I've read a 2006 article about how the CPUs do operations on whole l1 cache lines even in situations when you only need to do something with a small fraction of what the l1 line contains(e.g. loading a whole l1 line to write to a Boolean variable is obviously overkill). The article encouraged optimization through managing the memory in a l1 cache friendly way.
Let's say I have two int
variables that just happen to be consecutive in memory, and in my code I write to both of them consecutively.
Does the hardware consolidate my two code operations into one physical operation on a single l1 line(granted the CPU has a l1 cache line big enough to hold both variables), or not?
Is there some way to suggest such a thing to the CPU in C++ or C?
If the hardware doesn't do consolidation in any way, then do you think that it can yield better performance if such a thing is implemented in code? Allocating a memory block that is the size of the l1 line and populating it with as many hot-data variables as possible?
The size of the cache line is primarily relevant for concurrency. It is the smallest block of data that can be synchronized between multiple processors.
It is also as you suggest, necessary to load the whole cache line to do an operation on just a few bytes of it. If you do multuiple operations on the same processor though it won't need to continually reload it. It is actually cached, as the name suggests. This includes caching the writes to the data. So long as only one processor is accessing the data you can usually rest assured that it is doing it efficiently.
In cases where multiple processors access the data it may be helpful to align data. Using the C++ alignas
attribute, or compiler extensions, can help you get data structures that are aligned in the way you want.
You may be interested in my article CPU Reordering – What is actually being reordered? which gives a few insights to what happens (at least logically) at the low level.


[BRIEF] Scan the entries below, and for each line that includes the word "Stings", make a copy.

[MATERIAL PROVIDED]

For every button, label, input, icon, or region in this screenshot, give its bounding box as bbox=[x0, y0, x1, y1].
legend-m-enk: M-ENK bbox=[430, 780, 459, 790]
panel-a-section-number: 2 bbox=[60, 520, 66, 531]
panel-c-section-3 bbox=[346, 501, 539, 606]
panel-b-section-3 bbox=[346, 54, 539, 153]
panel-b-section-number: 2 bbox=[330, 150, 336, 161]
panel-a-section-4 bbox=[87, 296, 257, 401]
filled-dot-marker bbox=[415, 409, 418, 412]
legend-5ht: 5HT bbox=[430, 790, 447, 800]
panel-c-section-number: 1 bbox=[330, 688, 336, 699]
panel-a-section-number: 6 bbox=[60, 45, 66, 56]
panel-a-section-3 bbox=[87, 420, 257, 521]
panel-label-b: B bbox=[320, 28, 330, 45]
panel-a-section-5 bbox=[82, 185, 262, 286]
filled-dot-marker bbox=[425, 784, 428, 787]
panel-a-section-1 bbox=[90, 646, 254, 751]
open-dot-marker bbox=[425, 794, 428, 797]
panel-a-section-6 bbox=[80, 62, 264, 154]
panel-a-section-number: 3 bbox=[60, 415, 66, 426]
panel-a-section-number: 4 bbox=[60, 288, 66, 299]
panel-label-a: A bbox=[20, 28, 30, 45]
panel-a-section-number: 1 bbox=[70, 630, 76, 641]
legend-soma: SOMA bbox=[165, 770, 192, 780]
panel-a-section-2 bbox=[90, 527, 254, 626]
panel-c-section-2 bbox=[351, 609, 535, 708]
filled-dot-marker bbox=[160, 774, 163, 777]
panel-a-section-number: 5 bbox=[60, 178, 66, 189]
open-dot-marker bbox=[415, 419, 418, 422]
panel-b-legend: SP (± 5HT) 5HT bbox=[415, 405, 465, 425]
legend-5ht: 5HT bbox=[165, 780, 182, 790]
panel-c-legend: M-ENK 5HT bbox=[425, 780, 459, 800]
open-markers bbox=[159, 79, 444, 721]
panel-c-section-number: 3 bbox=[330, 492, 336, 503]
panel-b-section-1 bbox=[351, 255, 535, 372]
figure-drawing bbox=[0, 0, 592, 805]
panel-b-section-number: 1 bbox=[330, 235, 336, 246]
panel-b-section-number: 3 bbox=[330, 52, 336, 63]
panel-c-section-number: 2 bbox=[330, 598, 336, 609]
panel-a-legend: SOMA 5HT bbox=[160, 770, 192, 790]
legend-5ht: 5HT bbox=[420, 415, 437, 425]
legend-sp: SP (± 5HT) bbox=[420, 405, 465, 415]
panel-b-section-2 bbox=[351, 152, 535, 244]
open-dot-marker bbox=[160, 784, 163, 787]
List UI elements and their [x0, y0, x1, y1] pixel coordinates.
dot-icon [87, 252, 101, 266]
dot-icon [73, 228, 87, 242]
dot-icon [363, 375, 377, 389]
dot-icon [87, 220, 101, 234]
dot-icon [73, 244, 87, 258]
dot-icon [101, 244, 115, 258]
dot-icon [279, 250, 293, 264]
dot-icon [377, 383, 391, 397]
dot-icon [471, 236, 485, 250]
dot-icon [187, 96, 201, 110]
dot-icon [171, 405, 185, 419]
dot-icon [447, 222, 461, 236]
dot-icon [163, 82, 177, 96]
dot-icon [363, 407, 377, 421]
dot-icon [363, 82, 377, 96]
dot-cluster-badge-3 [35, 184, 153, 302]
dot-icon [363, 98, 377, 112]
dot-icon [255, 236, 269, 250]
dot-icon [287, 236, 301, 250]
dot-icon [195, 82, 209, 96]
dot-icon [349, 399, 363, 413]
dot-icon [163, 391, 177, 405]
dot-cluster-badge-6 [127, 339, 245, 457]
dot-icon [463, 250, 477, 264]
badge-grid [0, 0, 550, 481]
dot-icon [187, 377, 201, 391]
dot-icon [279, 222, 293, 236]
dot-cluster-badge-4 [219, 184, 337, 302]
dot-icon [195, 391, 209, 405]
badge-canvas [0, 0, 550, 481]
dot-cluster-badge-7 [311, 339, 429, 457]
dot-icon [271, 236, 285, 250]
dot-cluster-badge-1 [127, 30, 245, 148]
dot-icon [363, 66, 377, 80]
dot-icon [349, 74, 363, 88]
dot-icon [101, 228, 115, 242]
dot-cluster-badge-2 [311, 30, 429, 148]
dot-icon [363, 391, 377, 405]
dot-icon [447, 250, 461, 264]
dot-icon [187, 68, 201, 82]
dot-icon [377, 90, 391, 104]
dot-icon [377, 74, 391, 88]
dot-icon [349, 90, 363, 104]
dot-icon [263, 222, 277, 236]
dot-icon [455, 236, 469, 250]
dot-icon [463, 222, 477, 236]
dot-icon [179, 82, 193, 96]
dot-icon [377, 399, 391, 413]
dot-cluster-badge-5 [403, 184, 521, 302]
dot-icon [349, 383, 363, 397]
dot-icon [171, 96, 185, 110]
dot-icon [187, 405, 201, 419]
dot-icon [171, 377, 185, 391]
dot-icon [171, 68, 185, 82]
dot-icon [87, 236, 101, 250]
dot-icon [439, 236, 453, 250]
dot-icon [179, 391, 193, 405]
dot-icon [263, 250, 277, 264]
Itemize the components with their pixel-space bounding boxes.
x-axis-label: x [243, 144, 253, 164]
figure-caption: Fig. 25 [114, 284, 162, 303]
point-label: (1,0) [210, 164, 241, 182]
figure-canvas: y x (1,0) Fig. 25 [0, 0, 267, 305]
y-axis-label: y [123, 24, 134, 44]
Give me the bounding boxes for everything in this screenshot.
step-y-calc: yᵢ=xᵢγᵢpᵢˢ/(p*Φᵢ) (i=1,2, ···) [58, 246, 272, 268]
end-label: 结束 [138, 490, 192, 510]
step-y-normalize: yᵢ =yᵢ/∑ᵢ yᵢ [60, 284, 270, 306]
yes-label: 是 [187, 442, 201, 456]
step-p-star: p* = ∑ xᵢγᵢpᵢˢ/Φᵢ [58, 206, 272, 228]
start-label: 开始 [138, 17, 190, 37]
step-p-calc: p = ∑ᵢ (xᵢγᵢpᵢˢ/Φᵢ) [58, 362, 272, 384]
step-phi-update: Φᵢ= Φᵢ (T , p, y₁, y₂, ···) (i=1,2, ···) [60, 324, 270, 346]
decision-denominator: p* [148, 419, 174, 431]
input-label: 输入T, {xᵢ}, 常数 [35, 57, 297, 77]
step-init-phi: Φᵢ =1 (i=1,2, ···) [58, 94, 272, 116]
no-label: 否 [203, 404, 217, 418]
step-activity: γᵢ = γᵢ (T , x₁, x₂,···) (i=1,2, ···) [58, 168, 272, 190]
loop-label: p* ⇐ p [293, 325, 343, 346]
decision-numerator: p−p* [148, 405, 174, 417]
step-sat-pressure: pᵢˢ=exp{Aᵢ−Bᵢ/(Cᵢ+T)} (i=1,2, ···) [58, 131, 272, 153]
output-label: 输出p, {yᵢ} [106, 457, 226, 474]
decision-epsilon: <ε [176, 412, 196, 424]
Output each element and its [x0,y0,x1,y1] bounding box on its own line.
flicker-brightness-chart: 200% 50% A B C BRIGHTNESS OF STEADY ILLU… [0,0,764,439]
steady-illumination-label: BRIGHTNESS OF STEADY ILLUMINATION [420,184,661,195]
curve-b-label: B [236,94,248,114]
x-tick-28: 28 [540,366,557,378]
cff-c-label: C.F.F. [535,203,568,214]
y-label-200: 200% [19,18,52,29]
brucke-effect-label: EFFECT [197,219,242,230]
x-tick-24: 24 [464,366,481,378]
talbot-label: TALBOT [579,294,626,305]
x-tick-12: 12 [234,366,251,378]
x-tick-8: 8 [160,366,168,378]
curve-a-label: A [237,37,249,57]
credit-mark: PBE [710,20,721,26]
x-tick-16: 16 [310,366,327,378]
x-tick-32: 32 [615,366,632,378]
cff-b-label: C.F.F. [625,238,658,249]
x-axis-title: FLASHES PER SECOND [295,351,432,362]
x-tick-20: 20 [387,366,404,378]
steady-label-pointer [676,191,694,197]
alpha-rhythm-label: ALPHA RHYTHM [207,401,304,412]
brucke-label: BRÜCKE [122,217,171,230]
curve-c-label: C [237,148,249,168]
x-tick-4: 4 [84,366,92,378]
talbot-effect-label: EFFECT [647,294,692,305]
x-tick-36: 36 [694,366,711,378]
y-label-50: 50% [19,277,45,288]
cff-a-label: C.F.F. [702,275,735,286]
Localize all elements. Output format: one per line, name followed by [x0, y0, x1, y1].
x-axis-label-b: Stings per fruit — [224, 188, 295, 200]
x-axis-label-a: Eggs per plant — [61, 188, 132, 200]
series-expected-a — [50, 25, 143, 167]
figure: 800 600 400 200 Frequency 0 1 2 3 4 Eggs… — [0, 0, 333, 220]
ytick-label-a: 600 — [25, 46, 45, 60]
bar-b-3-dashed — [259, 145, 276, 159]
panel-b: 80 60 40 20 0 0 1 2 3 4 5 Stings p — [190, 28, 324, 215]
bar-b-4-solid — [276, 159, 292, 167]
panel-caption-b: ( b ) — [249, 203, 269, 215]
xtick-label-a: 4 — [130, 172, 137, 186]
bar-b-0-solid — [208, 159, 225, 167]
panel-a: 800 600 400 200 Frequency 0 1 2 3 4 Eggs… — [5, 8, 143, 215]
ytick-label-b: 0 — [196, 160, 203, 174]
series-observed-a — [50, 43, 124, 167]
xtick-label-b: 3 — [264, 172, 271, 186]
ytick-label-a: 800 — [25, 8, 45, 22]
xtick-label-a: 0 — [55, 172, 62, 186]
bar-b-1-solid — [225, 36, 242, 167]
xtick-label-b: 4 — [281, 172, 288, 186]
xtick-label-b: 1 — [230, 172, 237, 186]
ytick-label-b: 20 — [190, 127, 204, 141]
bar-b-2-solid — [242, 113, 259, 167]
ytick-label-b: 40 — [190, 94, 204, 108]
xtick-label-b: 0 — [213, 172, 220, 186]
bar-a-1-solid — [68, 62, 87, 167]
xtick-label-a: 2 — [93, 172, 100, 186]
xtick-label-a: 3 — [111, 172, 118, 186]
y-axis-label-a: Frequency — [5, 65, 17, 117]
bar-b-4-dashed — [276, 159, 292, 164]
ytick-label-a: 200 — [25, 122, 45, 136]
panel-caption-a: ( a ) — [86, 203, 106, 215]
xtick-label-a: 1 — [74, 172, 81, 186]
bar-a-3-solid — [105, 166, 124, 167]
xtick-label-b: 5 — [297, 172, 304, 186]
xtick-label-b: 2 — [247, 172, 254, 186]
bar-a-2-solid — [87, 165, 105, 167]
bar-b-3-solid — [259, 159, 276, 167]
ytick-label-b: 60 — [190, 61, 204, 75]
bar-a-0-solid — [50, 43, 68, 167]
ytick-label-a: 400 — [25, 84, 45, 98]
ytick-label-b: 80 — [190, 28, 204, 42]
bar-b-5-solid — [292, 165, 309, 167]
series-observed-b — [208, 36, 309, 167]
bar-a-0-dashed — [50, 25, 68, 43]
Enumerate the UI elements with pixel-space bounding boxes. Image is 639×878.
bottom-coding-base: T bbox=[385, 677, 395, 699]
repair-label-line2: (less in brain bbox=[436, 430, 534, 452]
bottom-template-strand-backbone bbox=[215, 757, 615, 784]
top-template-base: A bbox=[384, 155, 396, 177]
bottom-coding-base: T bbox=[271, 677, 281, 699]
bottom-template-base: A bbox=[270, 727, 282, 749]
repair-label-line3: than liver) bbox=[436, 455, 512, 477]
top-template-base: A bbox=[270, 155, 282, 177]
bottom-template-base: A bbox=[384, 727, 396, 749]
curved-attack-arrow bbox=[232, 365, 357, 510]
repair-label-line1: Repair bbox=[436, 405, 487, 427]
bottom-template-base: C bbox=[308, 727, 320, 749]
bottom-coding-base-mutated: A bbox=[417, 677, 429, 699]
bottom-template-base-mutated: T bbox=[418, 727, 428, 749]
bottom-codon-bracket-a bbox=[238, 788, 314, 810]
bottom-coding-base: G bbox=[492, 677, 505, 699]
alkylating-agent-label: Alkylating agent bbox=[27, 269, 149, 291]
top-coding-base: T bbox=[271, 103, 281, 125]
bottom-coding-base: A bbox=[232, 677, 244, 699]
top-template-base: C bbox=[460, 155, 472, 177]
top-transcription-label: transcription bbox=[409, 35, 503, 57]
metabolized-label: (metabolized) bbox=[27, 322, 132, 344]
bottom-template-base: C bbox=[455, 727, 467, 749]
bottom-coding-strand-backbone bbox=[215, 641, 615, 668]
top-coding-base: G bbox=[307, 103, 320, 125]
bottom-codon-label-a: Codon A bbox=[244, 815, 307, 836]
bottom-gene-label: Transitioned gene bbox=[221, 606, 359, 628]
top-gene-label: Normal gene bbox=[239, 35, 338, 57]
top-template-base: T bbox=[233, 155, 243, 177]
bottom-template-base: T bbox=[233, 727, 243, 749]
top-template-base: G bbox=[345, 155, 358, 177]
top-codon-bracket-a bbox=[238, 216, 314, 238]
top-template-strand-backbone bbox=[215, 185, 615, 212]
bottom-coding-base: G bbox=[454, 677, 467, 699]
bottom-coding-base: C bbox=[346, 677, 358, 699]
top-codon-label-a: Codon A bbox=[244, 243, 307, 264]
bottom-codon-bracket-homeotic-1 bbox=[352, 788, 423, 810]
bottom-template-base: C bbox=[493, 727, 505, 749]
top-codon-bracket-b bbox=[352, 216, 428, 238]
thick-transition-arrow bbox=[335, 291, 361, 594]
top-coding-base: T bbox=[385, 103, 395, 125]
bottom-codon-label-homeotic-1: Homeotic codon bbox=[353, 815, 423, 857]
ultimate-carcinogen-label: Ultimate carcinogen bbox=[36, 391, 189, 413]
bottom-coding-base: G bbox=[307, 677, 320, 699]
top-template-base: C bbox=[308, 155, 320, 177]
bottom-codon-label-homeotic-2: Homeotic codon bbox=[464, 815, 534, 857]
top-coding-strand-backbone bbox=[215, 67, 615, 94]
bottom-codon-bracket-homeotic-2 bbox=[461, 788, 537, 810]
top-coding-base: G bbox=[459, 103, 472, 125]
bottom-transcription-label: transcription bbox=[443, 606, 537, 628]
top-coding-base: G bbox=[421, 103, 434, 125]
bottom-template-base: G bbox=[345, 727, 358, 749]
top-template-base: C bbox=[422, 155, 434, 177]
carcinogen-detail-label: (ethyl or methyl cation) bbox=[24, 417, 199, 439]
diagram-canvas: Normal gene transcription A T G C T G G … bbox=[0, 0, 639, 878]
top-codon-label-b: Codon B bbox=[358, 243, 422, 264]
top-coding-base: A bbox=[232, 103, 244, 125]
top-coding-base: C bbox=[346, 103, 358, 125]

[REPLY]
x-axis-label-b: Stings per fruit — [224, 188, 295, 200]
panel-b: 80 60 40 20 0 0 1 2 3 4 5 Stings p — [190, 28, 324, 215]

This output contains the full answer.